Are we doomed to return to the previous solution to have one encoding per message? What if this really becomes a performance or memory problem? Is our observation that we don’t need to create the same encoding many times useless?
Not at all. We can still use this observation and get a lot (albeit not all) of the benefits of a static field. How do we do it? How do we achieve the sharing of encodings without the constraints of a static field? Well, we already answered this question few chapters ago – give each message an encoding through its constructor. This way, we can pass the same encoding to many, many OutboundSmtpMessage instances, but if we want, we can always create a message that has another encoding passed. Using this idea, we will try to achieve the sharing of encodings by creating a single instance of each encoding in the composition root and have it passed it to a message through its constructor.
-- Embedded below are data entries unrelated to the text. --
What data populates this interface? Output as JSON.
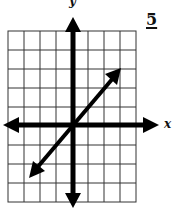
{
  "problem": {
    "number": "5"
  },
  "axes": {
    "x_label": "x",
    "y_label": "y"
  },
  "grid": {
    "columns": 8,
    "rows": 9,
    "left": 8,
    "right": 136,
    "top": 31,
    "bottom": 202,
    "line_color": "#333333"
  },
  "graph": {
    "axis_color": "#000000",
    "line_color": "#000000",
    "x_axis_y": 125,
    "y_axis_x": 73,
    "line_start": [
      29,
      178
    ],
    "line_end": [
      121,
      68
    ]
  }
}
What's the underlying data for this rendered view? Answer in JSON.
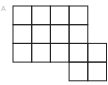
{
  "diagram": {
    "type": "grid-shape",
    "label": "A",
    "line_color": "#222222",
    "cell_size": 18.7,
    "origin": [
      13,
      6
    ],
    "rows": [
      {
        "row": 0,
        "start_col": 0,
        "cells": 4
      },
      {
        "row": 1,
        "start_col": 0,
        "cells": 4
      },
      {
        "row": 2,
        "start_col": 0,
        "cells": 5
      },
      {
        "row": 3,
        "start_col": 3,
        "cells": 2
      }
    ],
    "total_cells": 15
  }
}
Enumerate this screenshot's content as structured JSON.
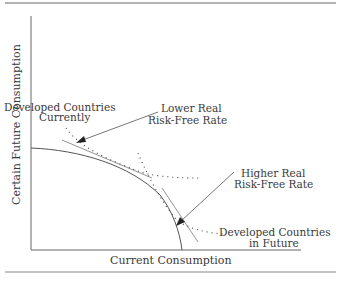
{
  "diagram": {
    "axes": {
      "x_label": "Current Consumption",
      "y_label": "Certain Future Consumption"
    },
    "annotations": {
      "developed_current_line1": "Developed Countries",
      "developed_current_line2": "Currently",
      "lower_rate_line1": "Lower Real",
      "lower_rate_line2": "Risk-Free Rate",
      "higher_rate_line1": "Higher Real",
      "higher_rate_line2": "Risk-Free Rate",
      "developed_future_line1": "Developed Countries",
      "developed_future_line2": "in Future"
    },
    "elements": {
      "curve": "production possibility frontier (concave)",
      "indifference_curves": [
        "current (dotted)",
        "future (dotted)"
      ],
      "tangent_lines": [
        "lower real risk-free rate",
        "higher real risk-free rate"
      ]
    },
    "colors": {
      "line": "#555555",
      "text": "#3a3a3a",
      "rule": "#777777"
    }
  }
}
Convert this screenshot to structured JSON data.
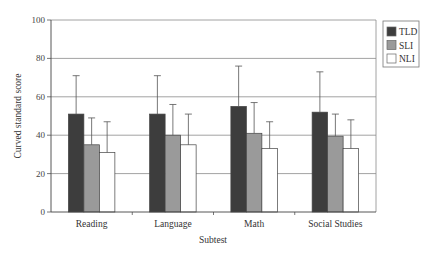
{
  "chart_data": {
    "type": "bar",
    "title": "",
    "xlabel": "Subtest",
    "ylabel": "Curved standard score",
    "ylim": [
      0,
      100
    ],
    "yticks": [
      0,
      20,
      40,
      60,
      80,
      100
    ],
    "grid": true,
    "legend_position": "right-top",
    "categories": [
      "Reading",
      "Language",
      "Math",
      "Social Studies"
    ],
    "series": [
      {
        "name": "TLD",
        "color": "#3d3d3d",
        "values": [
          51,
          51,
          55,
          52
        ],
        "error_upper": [
          71,
          71,
          76,
          73
        ]
      },
      {
        "name": "SLI",
        "color": "#9a9a9a",
        "values": [
          35,
          40,
          41,
          39.5
        ],
        "error_upper": [
          49,
          56,
          57,
          51
        ]
      },
      {
        "name": "NLI",
        "color": "#ffffff",
        "values": [
          31,
          35,
          33,
          33
        ],
        "error_upper": [
          47,
          51,
          47,
          48
        ]
      }
    ]
  },
  "legend": {
    "items": [
      {
        "label": "TLD",
        "color": "#3d3d3d"
      },
      {
        "label": "SLI",
        "color": "#9a9a9a"
      },
      {
        "label": "NLI",
        "color": "#ffffff"
      }
    ]
  }
}
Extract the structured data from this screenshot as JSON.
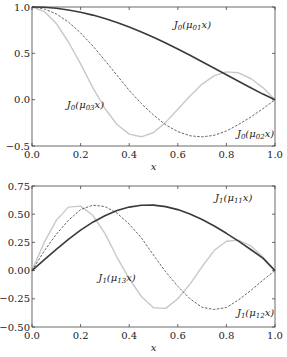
{
  "chart_data": [
    {
      "type": "line",
      "title": "",
      "xlabel": "x",
      "ylabel": "",
      "xlim": [
        0,
        1
      ],
      "ylim": [
        -0.5,
        1.0
      ],
      "xticks": [
        "0.0",
        "0.2",
        "0.4",
        "0.6",
        "0.8",
        "1.0"
      ],
      "yticks": [
        "-0.5",
        "0.0",
        "0.5",
        "1.0"
      ],
      "grid": false,
      "x": [
        0,
        0.05,
        0.1,
        0.15,
        0.2,
        0.25,
        0.3,
        0.35,
        0.4,
        0.45,
        0.5,
        0.55,
        0.6,
        0.65,
        0.7,
        0.75,
        0.8,
        0.85,
        0.9,
        0.95,
        1.0
      ],
      "series": [
        {
          "name": "J0(μ01 x)",
          "style": "solid-dark",
          "label_pos": [
            0.66,
            0.77
          ],
          "values": [
            1,
            0.9964,
            0.9857,
            0.9679,
            0.9434,
            0.9125,
            0.8753,
            0.8323,
            0.7839,
            0.7305,
            0.6727,
            0.6111,
            0.5463,
            0.4789,
            0.4097,
            0.3392,
            0.2683,
            0.1977,
            0.1281,
            0.0601,
            0
          ]
        },
        {
          "name": "J0(μ02 x)",
          "style": "dashed",
          "label_pos": [
            0.92,
            -0.4
          ],
          "values": [
            1,
            0.981,
            0.926,
            0.838,
            0.72,
            0.58,
            0.424,
            0.263,
            0.1,
            -0.044,
            -0.165,
            -0.272,
            -0.345,
            -0.39,
            -0.402,
            -0.385,
            -0.338,
            -0.268,
            -0.188,
            -0.098,
            0
          ]
        },
        {
          "name": "J0(μ03 x)",
          "style": "solid-light",
          "label_pos": [
            0.22,
            -0.09
          ],
          "values": [
            1,
            0.954,
            0.823,
            0.622,
            0.386,
            0.13,
            -0.095,
            -0.268,
            -0.372,
            -0.401,
            -0.354,
            -0.245,
            -0.104,
            0.04,
            0.168,
            0.26,
            0.3,
            0.29,
            0.228,
            0.13,
            0
          ]
        }
      ]
    },
    {
      "type": "line",
      "title": "",
      "xlabel": "x",
      "ylabel": "",
      "xlim": [
        0,
        1
      ],
      "ylim": [
        -0.5,
        0.75
      ],
      "xticks": [
        "0.0",
        "0.2",
        "0.4",
        "0.6",
        "0.8",
        "1.0"
      ],
      "yticks": [
        "-0.50",
        "-0.25",
        "0.00",
        "0.25",
        "0.50",
        "0.75"
      ],
      "grid": false,
      "x": [
        0,
        0.05,
        0.1,
        0.15,
        0.2,
        0.25,
        0.3,
        0.35,
        0.4,
        0.45,
        0.5,
        0.55,
        0.6,
        0.65,
        0.7,
        0.75,
        0.8,
        0.85,
        0.9,
        0.95,
        1.0
      ],
      "series": [
        {
          "name": "J1(μ11 x)",
          "style": "solid-dark",
          "label_pos": [
            0.83,
            0.62
          ],
          "values": [
            0,
            0.095,
            0.188,
            0.277,
            0.358,
            0.429,
            0.487,
            0.533,
            0.563,
            0.579,
            0.581,
            0.567,
            0.541,
            0.502,
            0.453,
            0.395,
            0.331,
            0.261,
            0.187,
            0.111,
            0
          ]
        },
        {
          "name": "J1(μ12 x)",
          "style": "dashed",
          "label_pos": [
            0.92,
            -0.4
          ],
          "values": [
            0,
            0.172,
            0.323,
            0.445,
            0.541,
            0.58,
            0.568,
            0.51,
            0.412,
            0.29,
            0.137,
            -0.011,
            -0.14,
            -0.25,
            -0.325,
            -0.345,
            -0.327,
            -0.26,
            -0.177,
            -0.085,
            0
          ]
        },
        {
          "name": "J1(μ13 x)",
          "style": "solid-light",
          "label_pos": [
            0.35,
            -0.09
          ],
          "values": [
            0,
            0.247,
            0.445,
            0.563,
            0.572,
            0.49,
            0.33,
            0.118,
            -0.071,
            -0.23,
            -0.33,
            -0.335,
            -0.25,
            -0.12,
            0.035,
            0.18,
            0.26,
            0.27,
            0.22,
            0.12,
            0
          ]
        }
      ]
    }
  ],
  "labels": {
    "top": [
      {
        "base": "J",
        "sub": "0",
        "mid": "(μ",
        "sub2": "01",
        "tail": "x)"
      },
      {
        "base": "J",
        "sub": "0",
        "mid": "(μ",
        "sub2": "02",
        "tail": "x)"
      },
      {
        "base": "J",
        "sub": "0",
        "mid": "(μ",
        "sub2": "03",
        "tail": "x)"
      }
    ],
    "bottom": [
      {
        "base": "J",
        "sub": "1",
        "mid": "(μ",
        "sub2": "11",
        "tail": "x)"
      },
      {
        "base": "J",
        "sub": "1",
        "mid": "(μ",
        "sub2": "12",
        "tail": "x)"
      },
      {
        "base": "J",
        "sub": "1",
        "mid": "(μ",
        "sub2": "13",
        "tail": "x)"
      }
    ]
  },
  "colors": {
    "dark": "#3a3a3a",
    "dashed": "#555555",
    "light": "#c8c8c8",
    "axis": "#444444"
  }
}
Let’s examine this solution. First, we need to create one of each encoding in the composition root, like this:
1 // We are in a composition root!
2
3 //...some initialization
4
5 var base64Encoding = new Base64Encoding();
6 var quotedPrintableEncoding = new QuotedPrintableEncoding();
7
8 //...some more initialization
Ok, encodings are created, but we still have to pass them to the messages. In our case, we need to create a new OutboundSmtpMessage object at the time we need to send a new message, i.e. on-demand, so we need a factory to produce the message objects. This factory can (and should) be created in the composition root. When we create the factory, we can pass both encodings to its constructor as a global context (remember that factories encapsulate global context?):
1 // We are in a composition root!
2
3 //...some initialization
4
5 var messageFactory
6 = new StmpMessageFactory(base64Encoding, quotedPrintableEncoding);
7
8 //...some more initialization
The factory itself can be used for the on-demand message creation that we talked about. As the factory receives both encodings via its constructor, it can store them as private fields and pass whichever one is appropriate to a message object it creates:
1 public class SmtpMessageFactory : MessageFactory
2 {
3 private Encoding _quotedPrintable;
4 private Encoding _base64;
5
6 public SmtpMessageFactory(
7 Encoding quotedPrintable,
8 Encoding base64)
9 {
10 _quotedPrintable = quotedPrintable;
11 _base64 = base64;
12 }
13
14 public Message CreateFrom(string content, MessageLanguage language)
15 {
16 if(language.IsLatinBased)
17 {
18 //each message gets the same instance of encoding:
19 return new StmpMessage(content, _quotedPrintable);
20 }
21 else
22 {
23 //each message gets the same instance of encoding:
24 return new StmpMessage(content, _base64);
25 }
26 }
27 }
The performance and memory saving is not exactly as big as when using a static field (e.g. each OutboundSmtpMessage instance must store a separate reference to the received encoding), but it is still a huge improvement over creating a separate encoding object per message.
Where statics work?
What I wrote does not mean that statics do not have their uses. They do, but these uses are very specific. I will show you one of such uses in the next chapters after I introduce value objects.
Summary
In this chapter, I tried to give you some advice on designing classes that do not come so naturally from the concept of composability and interactions as those described in previous chapters. Still, as I hope I was able to show, they enhance composability and are valuable to us.